Soft privatization

Max Sawicky sawicky at epinet.org
Mon Aug 10 12:14:30 PDT 1998


Mat,


> . . .
>Right. But even in social cost benefit analysis, CBA means
>something much more specific than weighing the pros and cons of something.
Everything has to be translated and compared in money terms and that means that many things that do not (and should not) have a market value have to be assigned $values (like the value of a human life, human health, a species, nature, etc.) and this raises a lot of technical, and ethical, problems.>>

If you don't measure, how do you make decisions? Any comparison of alternatives is an implicit measurement, ordinal at the very least (e.g., the good overshadows the bad). Isn't it better to bring more information rather than less to such a choice?

You might be saying CBA assigns undue wisdom to economists, which is unimpeachable, but to assign none is going a bit too far, especially for you.

I don't think you get out of the woods with cost-effectiveness, since the benefit side is "politically" determined apparently by less reference to measurable benefits and more to . . . what?
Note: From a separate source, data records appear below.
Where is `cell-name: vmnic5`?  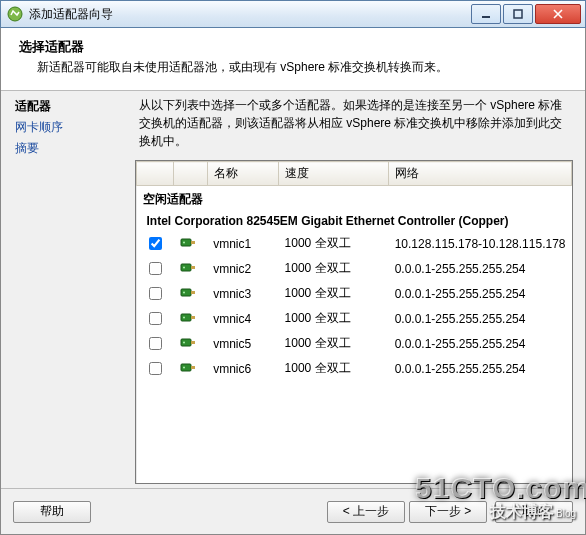 cell-name: vmnic5 is located at coordinates (242, 344).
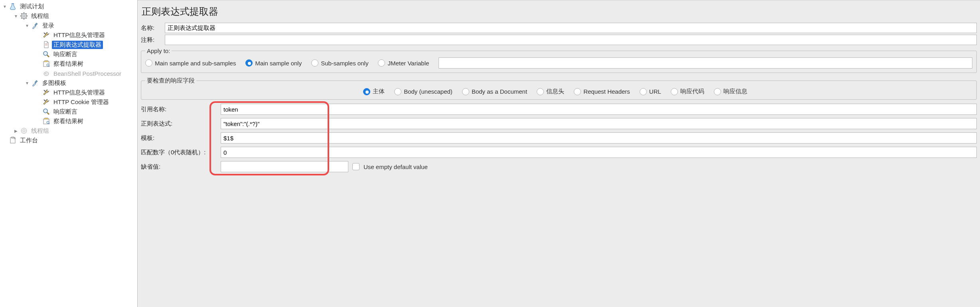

>Well, having said above that cost should be one consideration, i think we
would be better off working to combat the misconceptions about government deficits and the national debt and the myth of scarcity in a society with unemployed resources, etc. This is why I have a problem with the groups that put a lot of emphasis on the dangers of the national debt when they say we can clean up the environment and eliminate the national debt by taxing pollution.>>

As w/Marta, you're preaching to the choir. However debt is viewed, I'm afraid that the decision to SPEND depends on the public's confidence in government efficiency. Any money spent can also be used for tax cuts. I think people realize this. There is still an onus on spending to prove its mettle.